Golden Eagle / Photo by Tom Koerner/USFWS |
- A study using thermal imaging found that Tufted Puffins use their big bills to disperse excess heat.
- Northern Spotted Owls have already lost ground to Barred Owls, and it appears that the same process is happening with California Spotted Owls.
- The Tiaozini mudflats in China, which is an important stopover habitat for migrating Spoon-billed Sandpipers and Nordmann's Greenshanks, will be protected from reclamation.
- A single cat decimated a colony of Banded Dotterels in New Zealand. Out of 14 nests, only one fledgling survived.
- South Island Wrens are thriving in a mountainous area that was cleared of invasive species.
- Superb Lyrebirds had much of their habitat burned in the Australian wildfires.
- Avian Hybrids: Drawing lines between larks: How many species of Horned Lark are there?
- The Freiday Bird Blog: NJ Bird Declines: We've Been Asleep At the Switch
- The Applied Ecologist's Blog: Predator and scavenger movements as opportunities for pathogen spread among endangered seabirds
- The Meadowlands Nature Blog: Don Torino’s Life in the Meadowlands: Why The Decline in Bird Populations? Start Looking In Your Own Backyard.
- Urban Hawks: Bryant Park American Woodcock
- Backyard and Beyond: Raptors vs. Squirrels
- Arachnofiles: Arachnews: January 20, 2020
- brewster's linnet: WIR 1/15-1/21
- A new species of earthworm is invading forests of the eastern U.S. and will add an extra challenge for native plants to survive.
- Nearly 50 threatened species had 80% of their territory burned by the Australian wildfires, and another 65 species had 50% of their range affected. Many more threatened species had at least part of their territory burned. Here are some graphics that give some examples of the species harmed and areas burned.
- The manager of a Monarch butterfly reserve in Michoacán, Mexico, has disappeared and was probably killed for his work protecting the Monarch's wintering grounds from illegal logging. The incident is part of a wave of violence against environmentalists.
- The Monarch population that winters in California is stable but remains extremely low.
- A study shows that the West Virginia flying squirrel, a subspecies of the northern flying squirrel, has continued to do well since its removal from the endangered species list.

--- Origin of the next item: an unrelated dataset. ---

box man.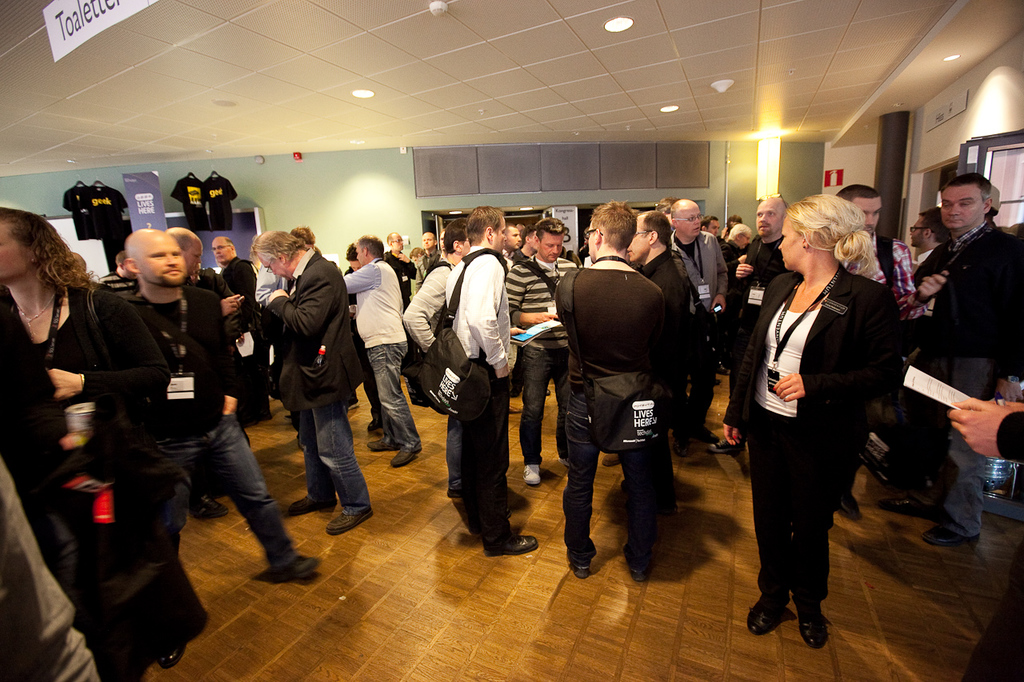
left=699, top=214, right=727, bottom=384.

- Eastern Indigo Snakes were found breeding in Alabama for the first time since the 1950s. This threatened species has been the focus of a reintroduction project.
- One of the four North Atlantic Right Whale calves spotted this winter already has a wound from a boat propeller.
- Here is an explanation of the differences between some groups of animals whose names tend to get mixed up, like frog and toad or bison and buffalo.
- Conservation groups are threatening to sue to get the wolverine listed under the Endangered Species Act.
- Argentina's new Impenetrable National Park has partially opened, but most of the forest is already gone.
- Madagascar has launched an ambitious tree-planting program, but unfortunately a lot of the trees are not native to the island.
- BP successfully lobbied the Trump administration to weaken enforcement of the National Environmental Policy Act to speed up the approval of pipelines and power plants. While BP presents itself as environmentally conscious, in practice this has not amounted to much.
- The Trump administration also cut scientists out of the decision to weaken clean water regulations.
- The 9th Circuit dismissed the children's climate lawsuit, but other climate cases will continue outside its jurisdiction.
- Malaysia has sent back 150 containers of plastic waste to their countries of origin since since banning the import of plastic waste in 2017.
- Meanwhile, China is phasing out its own consumption of single-use plastics.
- Historic sites important to the Tohono O'odham Nation, including a burial ground, are in the path of Trump's border wall project.
- New York has made funds available for the removal of obsolete or hazardous dams that block fish migration.
- Florida is buying a 20,000-acre parcel of the Everglades to protect it from oil drilling.
- The Wilderness Society is challenging an oil drilling permit within the Great Australian Bight Marine Park.
- New Jersey passed a new law to stop illegal dumping, which is a continuing problem in some towns.